Abstract
This article reviews the administrative and psychometric properties of the Tests of Dyslexia–Comprehensive (TOD-C). The TOD-C is part of the multi-battery Tests of Dyslexia (TOD), which also includes a screener and separate test for young children. The TOD-C measures reading, spelling, and linguistic characteristics of dyslexia. The TOD-C also includes tests of vocabulary and reasoning.
Introduction
Dyslexia—categorized as a specific learning disability/disorder in the Diagnostic and Statistical Manual of Mental Disorders (American Psychiatric Association, 2022) and Individuals with Disabilities Education Act (Yudin, 2015)—is characterized by unexpected difficulties with accurate, fluent word reading and by poor spelling and decoding abilities, which are considered to result from phonological processing deficits (Lyon et al., 2003). The Tests of Dyslexia–Comprehensive (TOD-C; Mather et al., 2024) is a recently published test that purportedly assesses key characteristics of dyslexia via a comprehensive test battery.
Test Description
General Description
The Tests of Dyslexia (TOD) consists of three tests: the TOD-Screener (TOD-S), which is administered to all examinees; the TOD-Early (TOD-E), which is administered to pre-readers or emerging readers; and the TOD-C, which is administered to individuals starting in first grade. The TOD-S, TOD-E, and TOD-C yield various indexes to indicate dyslexia risk, but we have focused our review on the TOD-C as it is the most comprehensive test battery and incorporates TOD-S tests.
The TOD-C includes major elements in a dyslexia evaluation for individuals from first grade to adulthood and is intended to (a) distinguish between individuals that have or are at risk for dyslexia from individuals with typical reading skills and (b) assess skills in reading, spelling, and linguistic processing. The TOD-C is administered on paper, and it takes 30–40 minutes to obtain three index scores. Notably, the TOD-C also requires administration of the TOD-S tests which takes 10–15 minutes. Additional TOD-C tests take 5–10 minutes each to complete. Psychologists, reading specialists, educational diagnosticians, and related professionals may administer and interpret the TOD-C as long as they have prior knowledge of dyslexia and formal training in test administration, scoring, and interpretation. Examiners must also be familiar with diacritical marks in order to correctly pronounce letter sounds and words during administration.

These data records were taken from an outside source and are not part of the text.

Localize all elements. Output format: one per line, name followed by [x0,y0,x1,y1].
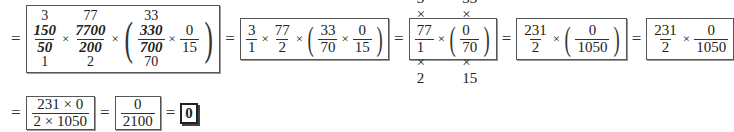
times-sign: × [62,31,69,47]
right-paren: ) [376,22,382,56]
equals-sign: = [100,103,110,123]
times-sign: × [111,31,118,47]
parenthesized-group: ( 33 330700 70 × 015 ) [121,9,217,70]
parenthesized-group: ( 01050 ) [562,22,623,56]
equals-sign: = [394,29,404,49]
numerator: 150 [32,23,59,39]
fraction: 2312 [652,23,679,56]
times-sign: × [341,31,348,47]
combined-products-box: 3 × 771 × 2 × ( 33 × 070 × 15 ) [409,18,497,60]
denominator: 15 [180,39,199,56]
parentheses-removed-box: 2312 × 01050 [646,18,734,60]
times-sign: × [296,31,303,47]
numerator: 77 [273,23,292,39]
fraction: 3 × 771 × 2 [415,0,434,87]
denominator: 1 × 2 [415,39,434,87]
final-answer-box: 0 [180,103,198,124]
equals-sign: = [11,103,21,123]
denominator: 1050 [575,39,609,56]
cancel-result-numerator: 33 [144,9,158,23]
denominator: 2 [530,39,542,56]
numerator: 231 × 0 [35,97,85,113]
fraction: 3370 [318,23,337,56]
numerator: 7700 [73,23,107,39]
cancel-result-numerator: 77 [83,9,97,23]
numerator: 33 × 0 [460,0,479,39]
equation-row-2: = 231 × 02 × 1050 = 02100 = 0 [6,96,198,130]
fraction-150-over-50: 3 15050 1 [30,9,61,70]
numerator: 231 [652,23,679,39]
denominator: 700 [138,39,165,56]
denominator: 15 [353,39,372,56]
fraction: 01050 [575,23,609,56]
equation-row-1: = 3 15050 1 × 77 7700200 2 × ( 33 330700… [6,4,734,74]
right-paren: ) [614,22,620,56]
times-sign: × [261,31,268,47]
evaluated-box: 2312 × ( 01050 ) [516,18,627,60]
reduced-fractions-box: 31 × 772 × ( 3370 × 015 ) [240,18,389,60]
fraction: 02100 [121,97,155,130]
equals-sign: = [502,29,512,49]
fraction: 772 [273,23,292,56]
simplified-fraction-box: 02100 [115,96,161,130]
left-paren: ( [124,16,132,62]
denominator: 2100 [121,113,155,130]
single-fraction-box: 231 × 02 × 1050 [26,96,95,130]
numerator: 3 × 77 [415,0,434,39]
fraction: 01050 [694,23,728,56]
denominator: 70 [318,39,337,56]
denominator: 2 [276,39,288,56]
numerator: 0 [705,23,717,39]
equals-sign: = [632,29,642,49]
fraction: 33 × 070 × 15 [460,0,479,87]
equals-sign: = [11,29,21,49]
equals-sign: = [166,103,176,123]
cancellation-box: 3 15050 1 × 77 7700200 2 × ( 33 330700 7… [26,5,221,73]
fraction: 2312 [522,23,549,56]
numerator: 231 [522,23,549,39]
left-paren: ( [450,22,456,56]
left-paren: ( [308,22,314,56]
numerator: 33 [318,23,337,39]
denominator: 200 [77,39,104,56]
denominator: 50 [35,39,54,56]
right-paren: ) [204,16,212,62]
fraction-0-over-15: 015 [180,23,199,56]
left-paren: ( [565,22,571,56]
cancel-result-denominator: 1 [41,55,48,69]
numerator: 3 [246,23,258,39]
times-sign: × [169,31,176,47]
equals-sign: = [225,29,235,49]
denominator: 70 × 15 [460,39,479,87]
denominator: 1050 [694,39,728,56]
times-sign: × [683,31,690,47]
fraction: 31 [246,23,258,56]
numerator: 0 [587,23,599,39]
numerator: 0 [132,97,144,113]
numerator: 0 [356,23,368,39]
cancel-result-numerator: 3 [41,9,48,23]
denominator: 1 [246,39,258,56]
numerator: 330 [138,23,165,39]
cancel-result-denominator: 2 [87,55,94,69]
right-paren: ) [484,22,490,56]
numerator: 0 [184,23,196,39]
cancel-result-denominator: 70 [144,55,158,69]
fraction: 015 [353,23,372,56]
denominator: 2 [660,39,672,56]
times-sign: × [438,31,445,47]
fraction: 231 × 02 × 1050 [32,97,89,130]
times-sign: × [553,31,560,47]
parenthesized-group: ( 3370 × 015 ) [305,22,385,56]
fraction-7700-over-200: 77 7700200 2 [71,9,109,70]
denominator: 2 × 1050 [32,113,89,130]
parenthesized-group: ( 33 × 070 × 15 ) [447,0,493,87]
fraction-330-over-700: 33 330700 70 [136,9,167,70]
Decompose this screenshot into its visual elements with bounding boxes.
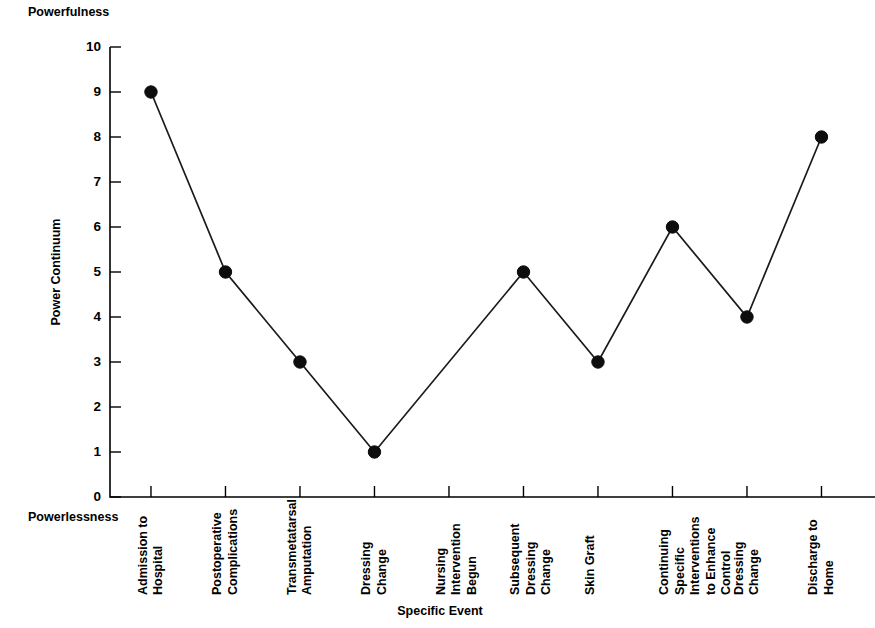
x-axis-category-line: Complications: [226, 509, 240, 595]
x-axis-category-line: Home: [822, 560, 836, 595]
x-axis-category-line: Postoperative: [210, 512, 224, 595]
x-axis-category-label: Skin Graft: [583, 534, 597, 595]
x-axis-category-line: Subsequent: [508, 523, 522, 595]
y-axis-tick-label: 4: [93, 309, 101, 324]
x-axis-category-label: DressingChange: [359, 542, 389, 596]
data-point-marker[interactable]: [517, 266, 529, 278]
y-axis-tick-label: 5: [93, 264, 101, 279]
x-axis-category-label: Admission toHospital: [136, 515, 166, 595]
x-axis-category-line: Dressing: [524, 542, 538, 596]
x-axis-category-line: Transmetatarsal: [285, 499, 299, 595]
x-axis-category-label: DressingChange: [732, 542, 762, 596]
x-axis-category-line: Intervention: [449, 523, 463, 595]
y-axis-tick-label: 1: [93, 444, 101, 459]
x-axis-category-line: Nursing: [434, 548, 448, 595]
x-axis-category-label: PostoperativeComplications: [210, 509, 240, 595]
data-series-line: [151, 92, 822, 452]
y-axis-tick-label: 7: [93, 174, 101, 189]
x-axis-category-line: Begun: [465, 556, 479, 595]
x-axis-category-line: Change: [539, 549, 553, 595]
y-axis-tick-label: 0: [93, 489, 101, 504]
x-axis-category-line: Specific: [673, 547, 687, 595]
x-axis-category-line: Dressing: [359, 542, 373, 596]
x-axis-category-line: Change: [375, 549, 389, 595]
data-point-marker[interactable]: [219, 266, 231, 278]
line-chart: 012345678910Admission toHospitalPostoper…: [0, 0, 875, 628]
chart-figure: 012345678910Admission toHospitalPostoper…: [0, 0, 875, 628]
x-axis-category-label: NursingInterventionBegun: [434, 523, 479, 595]
data-point-marker[interactable]: [294, 356, 306, 368]
data-point-marker[interactable]: [741, 311, 753, 323]
data-point-marker[interactable]: [666, 221, 678, 233]
x-axis-category-line: Continuing: [657, 529, 671, 595]
x-axis-category-label: SubsequentDressingChange: [508, 523, 553, 595]
x-axis-category-label: Discharge toHome: [806, 519, 836, 595]
x-axis-category-line: to Enhance: [704, 528, 718, 595]
data-point-marker[interactable]: [592, 356, 604, 368]
y-axis-tick-label: 10: [86, 39, 101, 54]
y-axis-tick-label: 8: [93, 129, 101, 144]
x-axis-category-line: Hospital: [151, 546, 165, 595]
x-axis-category-line: Admission to: [136, 515, 150, 595]
x-axis-category-label: TransmetatarsalAmputation: [285, 499, 315, 595]
x-axis-category-line: Dressing: [732, 542, 746, 596]
y-axis-tick-label: 6: [93, 219, 101, 234]
x-axis-category-line: Change: [747, 549, 761, 595]
x-axis-category-label: ContinuingSpecificInterventionsto Enhanc…: [657, 516, 733, 595]
y-axis-tick-label: 2: [93, 399, 101, 414]
data-point-marker[interactable]: [368, 446, 380, 458]
x-axis-category-line: Discharge to: [806, 519, 820, 595]
x-axis-category-line: Amputation: [300, 526, 314, 595]
y-axis-tick-label: 3: [93, 354, 101, 369]
x-axis-category-line: Interventions: [688, 516, 702, 595]
data-point-marker[interactable]: [815, 131, 827, 143]
x-axis-category-line: Skin Graft: [583, 534, 597, 595]
data-point-marker[interactable]: [145, 86, 157, 98]
y-axis-tick-label: 9: [93, 84, 101, 99]
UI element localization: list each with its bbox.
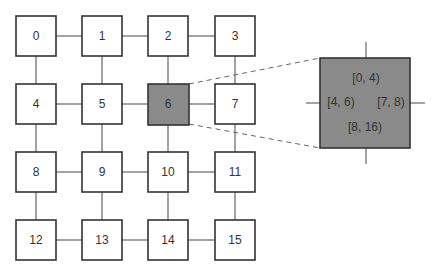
svg-text:9: 9 [99,165,106,179]
range-right: [7, 8) [377,95,404,109]
svg-text:0: 0 [33,29,40,43]
svg-text:4: 4 [33,97,40,111]
zoom-panel: [0, 4) [4, 6) [7, 8) [8, 16) [306,42,425,164]
edges [36,36,235,240]
node-14: 14 [148,220,188,260]
range-bottom: [8, 16) [348,120,382,134]
node-5: 5 [82,84,122,124]
svg-text:5: 5 [99,97,106,111]
svg-text:13: 13 [95,233,109,247]
node-12: 12 [16,220,56,260]
node-9: 9 [82,152,122,192]
svg-text:10: 10 [161,165,175,179]
node-3: 3 [215,16,255,56]
node-15: 15 [215,220,255,260]
svg-text:6: 6 [165,97,172,111]
range-left: [4, 6) [327,95,354,109]
node-7: 7 [215,84,255,124]
svg-text:2: 2 [165,29,172,43]
svg-text:15: 15 [228,233,242,247]
svg-text:14: 14 [161,233,175,247]
svg-text:7: 7 [232,97,239,111]
svg-text:8: 8 [33,165,40,179]
svg-text:3: 3 [232,29,239,43]
node-10: 10 [148,152,188,192]
node-13: 13 [82,220,122,260]
zoom-line-bottom [189,124,320,148]
range-top: [0, 4) [352,71,379,85]
node-4: 4 [16,84,56,124]
svg-text:1: 1 [99,29,106,43]
node-11: 11 [215,152,255,192]
node-8: 8 [16,152,56,192]
node-0: 0 [16,16,56,56]
node-2: 2 [148,16,188,56]
node-6-highlighted: 6 [148,84,189,125]
mesh-diagram: 0 1 2 3 4 5 6 7 8 9 10 11 12 13 14 15 [0… [0,0,437,277]
node-1: 1 [82,16,122,56]
zoom-line-top [189,58,320,84]
svg-text:11: 11 [229,165,242,179]
svg-text:12: 12 [29,233,43,247]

Specific Description and Test Scores
The TOD-C produces three index scores: Dyslexia Diagnostic Index (DDI), Reading and Spelling Index (RSI), and Linguistic Processing Index (LPI). The DDI requires the completion of eight subtests (see Figure 1) and yields a score used to indicate the probability that an examinee has dyslexia; this probability index is an alternative descriptive classification that is based on percentile rank interpretation. The RSI measures overall reading and spelling ability and the LPI measures overall linguistic processing ability, with both indexes based on four tests (see Figure 1). The RSI and LPI tests contribute to the DDI, but having separate RSI and LPI scores allows for interpretive focus on each index’s domain. TOD-C indexes and required tests per index. Note. TOD-C = Test of Dyslexia–Comprehensive; TOD-S = Test of Dyslexia–Screener.

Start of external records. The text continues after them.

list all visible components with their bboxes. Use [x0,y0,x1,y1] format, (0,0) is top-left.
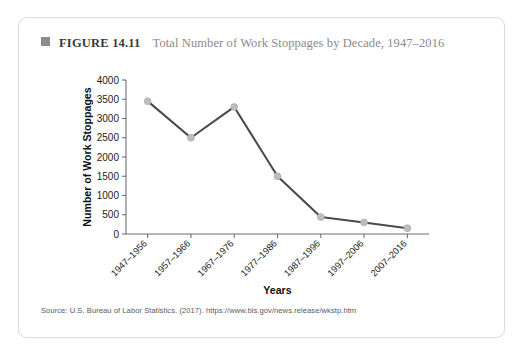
work-stoppages-series-line [148,101,408,228]
data-point-marker [231,104,238,111]
x-axis-ticks: 1947–19561957–19661967–19761977–19861987… [109,234,409,278]
y-tick-label: 1000 [97,190,120,201]
y-tick-label: 3000 [97,113,120,124]
y-tick-label: 4000 [97,75,120,86]
line-chart-svg: 05001000150020002500300035004000 1947–19… [19,18,506,339]
y-axis-ticks: 05001000150020002500300035004000 [97,75,126,240]
data-point-marker [404,225,411,232]
data-point-marker [188,134,195,141]
series-markers [144,98,411,232]
y-tick-label: 2000 [97,152,120,163]
x-tick-label: 1957–1966 [152,238,192,278]
x-tick-label: 1967–1976 [196,238,236,278]
x-tick-label: 2007–2016 [369,238,409,278]
figure-card: FIGURE 14.11 Total Number of Work Stoppa… [18,17,505,338]
data-point-marker [361,219,368,226]
x-tick-label: 1987–1996 [282,238,322,278]
x-axis-title: Years [263,284,291,296]
y-axis-title: Number of Work Stoppages [81,87,93,226]
figure-source: Source: U.S. Bureau of Labor Statistics.… [41,306,356,315]
data-point-marker [317,214,324,221]
y-tick-label: 2500 [97,132,120,143]
x-tick-label: 1997–2006 [326,238,366,278]
y-tick-label: 0 [113,229,119,240]
x-tick-label: 1977–1986 [239,238,279,278]
y-tick-label: 500 [102,209,119,220]
y-tick-label: 3500 [97,94,120,105]
x-tick-label: 1947–1956 [109,238,149,278]
y-tick-label: 1500 [97,171,120,182]
data-point-marker [274,173,281,180]
chart-plot-area: 05001000150020002500300035004000 1947–19… [19,18,506,339]
data-point-marker [144,98,151,105]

The TOD-C also yields up to 15 composites. The reading and spelling domain has seven composites based on nine tests that assess related basic skills, knowledge, efficiency, and comprehension. The linguistic processing domain has four composites based on nine tests that assess related awareness, rapid naming, working memory, and processing. The vocabulary and reasoning domain has four composites based on four tests that assess related general vocabulary and reasoning skills (see Figure 2). TOD-C composites can be used to identify examinee strengths and weaknesses and to conduct comparisons of specific skills. TOD-C composites (organized by domain) and required tests per composite.
The TOD-C provides age- and grade-based standard scores, percentile ranks, confidence intervals, and descriptive ranges for each test, composite, and index. Grade-based standard scores are based on spring/fall semesters at each grade level, and age-based standard score increments increase with examinees age (e.g., for 6-year-olds, increments are every 3 months; for 9-year-olds, increments are every 6 months; and for adults, increments range from 5 to 15 years). The TOD-C allows examiners to compare index, composite, and test scores, with comparison results indicating statistical significance and frequency rates of differences. Additionally, the TOD-C provides growth scores and age- and grade-equivalent scores for individual tests. Scores can be attained via hand scoring or web-based scoring.
Test Materials
The TOD-C includes a manual, norms book (for converting raw scores to standard scores), test record form, examinee response booklet, rating scales, interventions and recommendations guidebook, and two test easels. Select test materials are available as PDFs, but paper materials (e.g., record form and response booklet) are required for administration. The manual includes descriptions, administration information, and scoring instructions for each test, as well as discussions about how tests are related to dyslexia and suggestions for interpreting test performance (e.g., explaining why examinees might perform poorly on a test). The manual also includes examples of score interpretations, suggestions for writing reports using the TOD-C, examples for completing record forms, and recommendations that could be given based on TOD-C results.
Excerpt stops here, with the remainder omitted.